The answer is that there really isn’t one. The movie has no strong driving force pulling us along for its two hour run time. It’s just a series of loosely related events that don’t produce a strong climax or fulfilling resolution. It’s a set of action pieces, that aren’t exciting, linked by scenes representing emotion that don’t inspire emotion. It’s actors going through the motions for most of the film with the occasional shining moment that makes it all the more frustrating by illuminating what might have been if they’d had a better script and director. It is a generic action film that hoped to gain a few more ticket sales by slapping a familiar name on it.

The original Robocop was not only a great action film, it had an emotional core that created a great throughline. Robocop’s emotional journey to find his humanity gave the film a dramatic weight that the new film sorely lacks. Moreover, the original film had a very sharp sense of humor peppered throughout that never felt forced or out of place. It offered satire and black humor that never allowed the film to become too dark or too serious. It had a levity to it that said, “yes our movie is about a robot cop who can’t move very fast and therefore would make a terrible cop in real life, but we’re in on the joke”, without playing the story as a joke. It offers just enough of everything that nothing feels out of place or forced.

The new film lacks that mixture. It has its moments of satire, mainly foisted onto Samuel L Jackson and Jay Baruchel (whose marketing executive could easily be inserted into the original without making the film miss a beat), but their moments are much more on the nose and obvious than in the original. It has its “emotional journey” but it’s unfocused and poorly structured. It has its action, but it feels cookie cutter. On the whole the film feels like an amateur chef was given a prize winning recipe, but because of his lack of skill only managed to make something that sort of looked and tasted like it was supposed to. Eating it certainly won’t make you sick, but it’s not a meal you’ll remember or come back to.

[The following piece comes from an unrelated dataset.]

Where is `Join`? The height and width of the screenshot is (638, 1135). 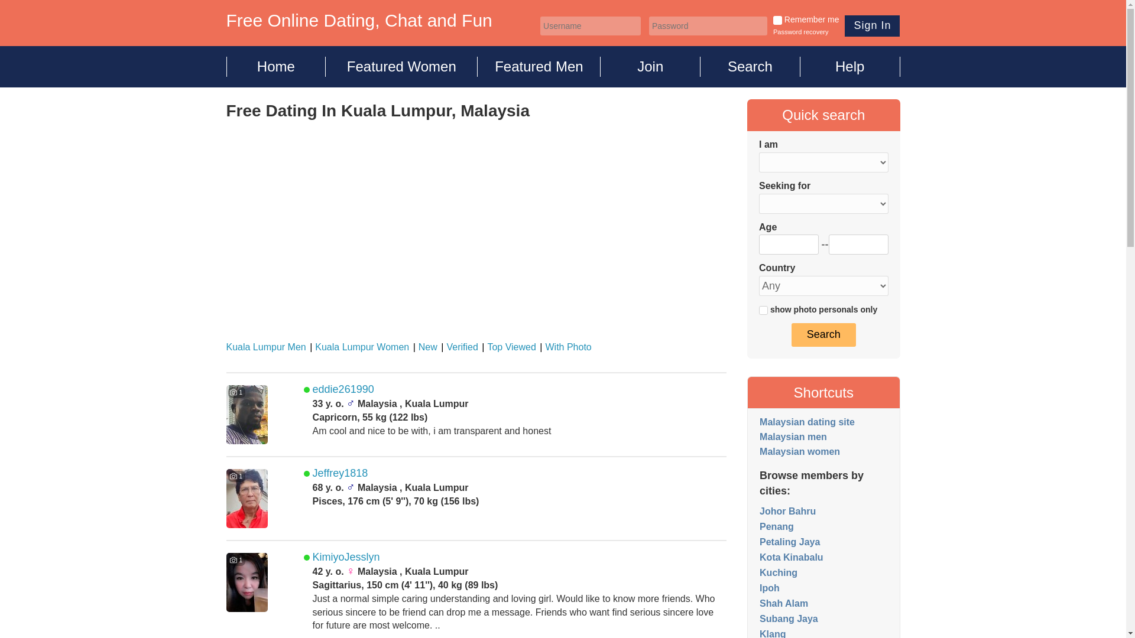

Let me reiterate this – the Robocop remake is not horrible. It’s just mediocre. It lacks the intelligence and bite of the original, and even falls short of the ideas that Robocop 2 throws around (albeit largely unsuccessfully). It also fails to be abjectly terrible like Robocop 3.  This is a movie by committee which is a living representation of everything the movie seems to criticize. Perhaps that’s the greatest thing about the film, it is an unintentional commentary on itself. A soulless product made not by the passion and creativity of a precious few, but by men in suits who make a product for profit. It is a product of a group think that believes it knows what the public wants better than the public does (illustrated in a scene where Baruchel shows Michael Keaton a rendering of the original Robocop and tells Keaton that the design is testing through the roof, to which Keaton responds “the public doesn’t know what it wants until you give it to them”), and gives them something that lacks everything that the public ACTUALLY wants. It’s disposable merchandise created to be consumed and immediately forgotten. 


It’s a film that will be almost entirely forgotten in a years time. It doesn’t and won’t muddy the memory of the original, because you’ll forget it exists. It’s not offensive, it’s just empty. 


It’s not terrible. It’s just horribly mediocre, and almost certainly not your $14 bucks.